CHAPTER XVI.
AT LAST.
There came a bright and perfect day, followed by a night quite its equal. Had a petition been sent to the portals above, where the weather angel sat, there could not have come from him more mellow, golden hours than those that dawned for the Cresent City that beautiful Wednesday of early March. All along the flower-clad streets men and women walked, sauntering, in their Southern fashion, stopping now and then to greet each other, or to gaze in the shop windows. The old peanut woman smiled upon her stores as she kept the lazy flies away; and the violet stands sold double their usual number of bunches. Every one was out. Every one seemed happy. Children, in white dresses and gay sashes, wandered hand in hand along the street, their sweet laughter mingling with the sounds around them.
In after years, how often came to those two the memory of that brief morn. Alone, with folded arms, Neil stood and watched the setting sun, as it went down across the waters at West End. The white sails of countless pleasure boats were framed against the sky. There came a strange, wild yearning in his heart to be upon the deep once more—to go forever from all this! And yet he could not leave her. He thought of taking her with him to foreign lands and beginning anew his life. But the end? What must it be?
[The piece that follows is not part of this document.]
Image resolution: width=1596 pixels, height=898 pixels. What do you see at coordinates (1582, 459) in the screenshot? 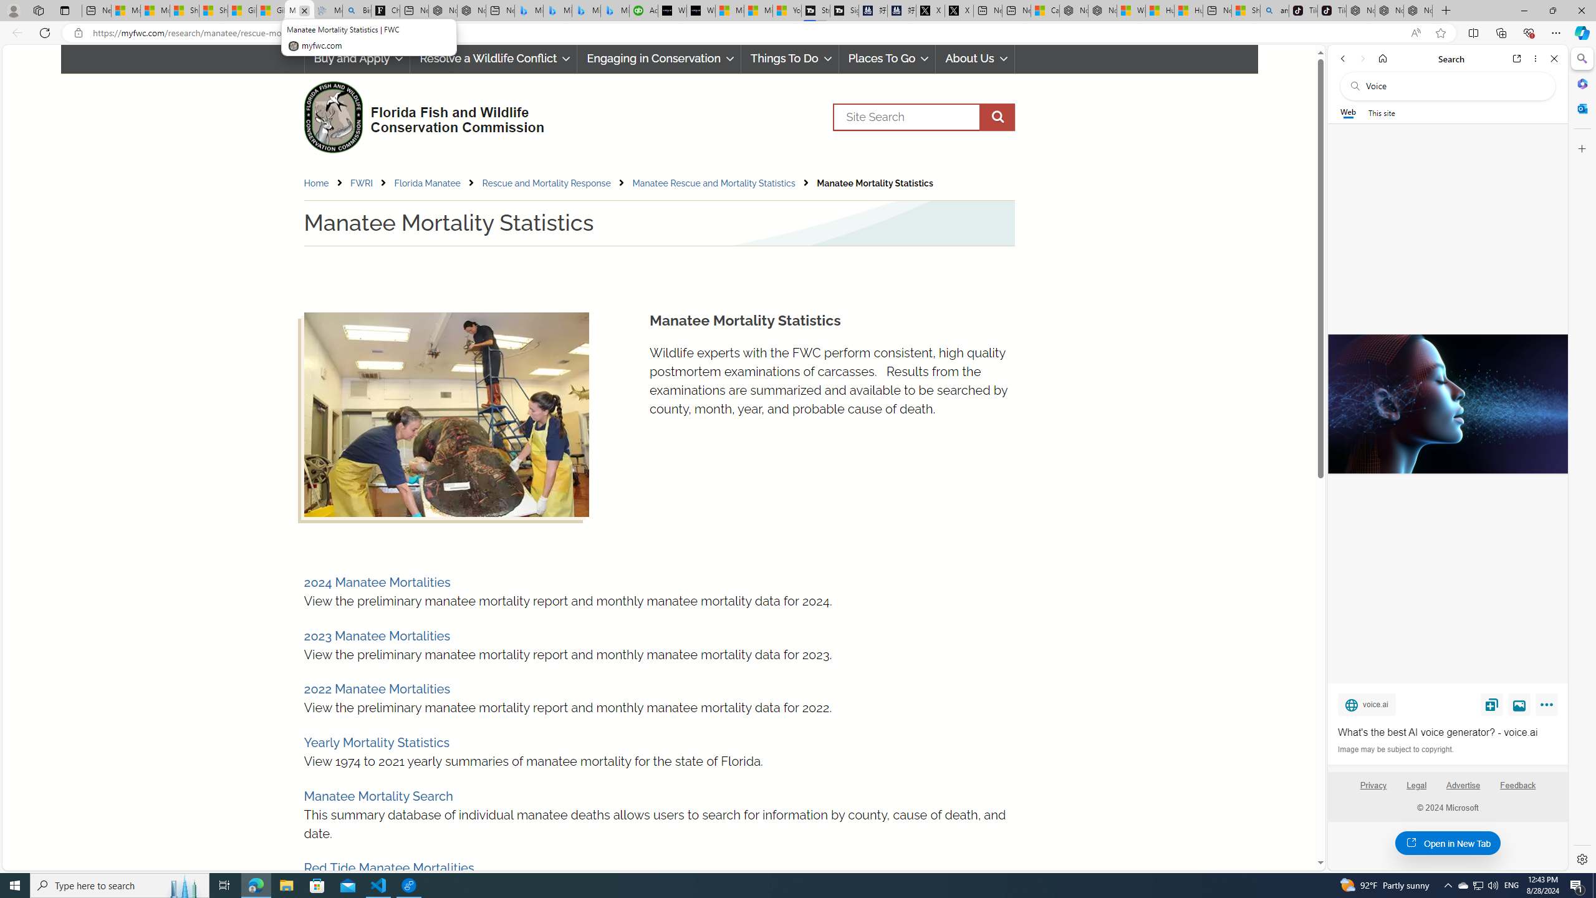
I see `Side bar` at bounding box center [1582, 459].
All day he had thought to seek her, and all day he had not done so. He had walked the beautiful streets in fierce restlessness, and there would come again and again that feeling of solitude, impossible to describe; and though the sound of her last hurried whisper rang ever in his ear, still did he shrink away, hugging to his breast the memory of a treasure he longed yet dared not to look upon.
“Would that I might keep you pure, my love, pure as the children I pass in the mid-day beams!” and the man, stretching out his arms in the twilight gloom, surrendered himself to his fate.
All through those golden hours, she, too, had thought of him; she had spent the day across the lake, wandering on the sea shore, pausing, now and then, in the shadow of some great tree to throw back her light veil that she might watch the distant ships go out into the ocean. She, too, had longed to be away from “all this,” and still, ever with each fleeting thought, came the heart cry, “I cannot leave thee, for I know thou wilt come again!”
Back to the city, when the night dews fell, they came; and, after she had rested a little, she went with her mother to the theatre. They did not think to look at the bills, before starting for the Grand, nor ask the name of the troupe, so when the curtain went up on the second act they were not a little surprised to see an old friend step to the footlights. Gwendoline whispered to her mother:
“Mamma, I am so glad we came. I have always enjoyed her acting so.”
Mrs. Gwinn put up her glasses.
“Why, yes!—and it really is Clovis! I thought she was in California!” said her mother.